(WHAT TO PRODUCE): Look through the data below for the string "will", and copy every line where it turns up.

(RECORDS TO USE):
==================================================

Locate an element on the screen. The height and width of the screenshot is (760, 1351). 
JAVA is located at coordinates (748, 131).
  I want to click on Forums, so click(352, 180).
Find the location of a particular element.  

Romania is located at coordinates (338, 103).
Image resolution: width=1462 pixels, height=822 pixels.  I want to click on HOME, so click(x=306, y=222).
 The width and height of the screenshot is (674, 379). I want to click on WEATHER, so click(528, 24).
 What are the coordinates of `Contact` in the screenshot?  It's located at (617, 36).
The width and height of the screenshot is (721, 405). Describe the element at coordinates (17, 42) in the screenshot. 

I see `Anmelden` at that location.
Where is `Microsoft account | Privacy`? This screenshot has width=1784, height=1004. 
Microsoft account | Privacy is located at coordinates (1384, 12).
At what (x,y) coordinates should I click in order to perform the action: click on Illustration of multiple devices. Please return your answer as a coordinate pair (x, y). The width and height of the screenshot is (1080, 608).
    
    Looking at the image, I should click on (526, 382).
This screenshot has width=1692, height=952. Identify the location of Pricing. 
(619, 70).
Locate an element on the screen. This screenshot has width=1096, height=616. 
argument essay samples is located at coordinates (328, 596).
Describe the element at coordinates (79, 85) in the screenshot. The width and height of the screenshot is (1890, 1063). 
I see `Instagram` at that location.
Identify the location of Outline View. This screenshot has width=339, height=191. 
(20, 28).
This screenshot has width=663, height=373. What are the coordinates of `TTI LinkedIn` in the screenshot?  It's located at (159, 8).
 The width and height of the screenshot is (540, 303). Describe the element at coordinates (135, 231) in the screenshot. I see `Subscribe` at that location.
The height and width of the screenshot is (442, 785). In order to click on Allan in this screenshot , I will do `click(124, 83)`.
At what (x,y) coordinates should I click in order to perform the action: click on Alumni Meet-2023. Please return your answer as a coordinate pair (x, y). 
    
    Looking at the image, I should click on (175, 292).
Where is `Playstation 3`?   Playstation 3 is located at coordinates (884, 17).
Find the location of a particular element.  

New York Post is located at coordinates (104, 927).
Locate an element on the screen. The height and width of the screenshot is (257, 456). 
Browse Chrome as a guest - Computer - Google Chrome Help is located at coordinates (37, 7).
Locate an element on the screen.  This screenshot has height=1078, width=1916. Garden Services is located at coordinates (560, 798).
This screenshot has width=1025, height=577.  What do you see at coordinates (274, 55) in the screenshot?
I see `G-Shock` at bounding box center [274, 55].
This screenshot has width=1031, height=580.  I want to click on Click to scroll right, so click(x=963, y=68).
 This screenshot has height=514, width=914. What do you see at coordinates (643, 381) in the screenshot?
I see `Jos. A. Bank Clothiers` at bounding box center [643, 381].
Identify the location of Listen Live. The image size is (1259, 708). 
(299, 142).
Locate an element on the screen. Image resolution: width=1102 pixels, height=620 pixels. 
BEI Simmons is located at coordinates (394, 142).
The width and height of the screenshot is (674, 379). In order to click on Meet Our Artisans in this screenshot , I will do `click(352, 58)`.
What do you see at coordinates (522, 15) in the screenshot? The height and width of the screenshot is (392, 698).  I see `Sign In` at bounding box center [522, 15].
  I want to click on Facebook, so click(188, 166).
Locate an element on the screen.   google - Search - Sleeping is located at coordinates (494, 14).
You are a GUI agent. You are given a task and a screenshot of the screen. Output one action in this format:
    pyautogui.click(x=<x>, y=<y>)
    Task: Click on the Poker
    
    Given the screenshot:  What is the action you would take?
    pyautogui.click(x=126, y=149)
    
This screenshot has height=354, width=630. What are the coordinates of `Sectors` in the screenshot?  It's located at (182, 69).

==================================================

(ANSWER TO THIS TASK):
The height and width of the screenshot is (442, 785). In order to click on Allan in this screenshot , I will do `click(124, 83)`.
The width and height of the screenshot is (674, 379). In order to click on Meet Our Artisans in this screenshot , I will do `click(352, 58)`.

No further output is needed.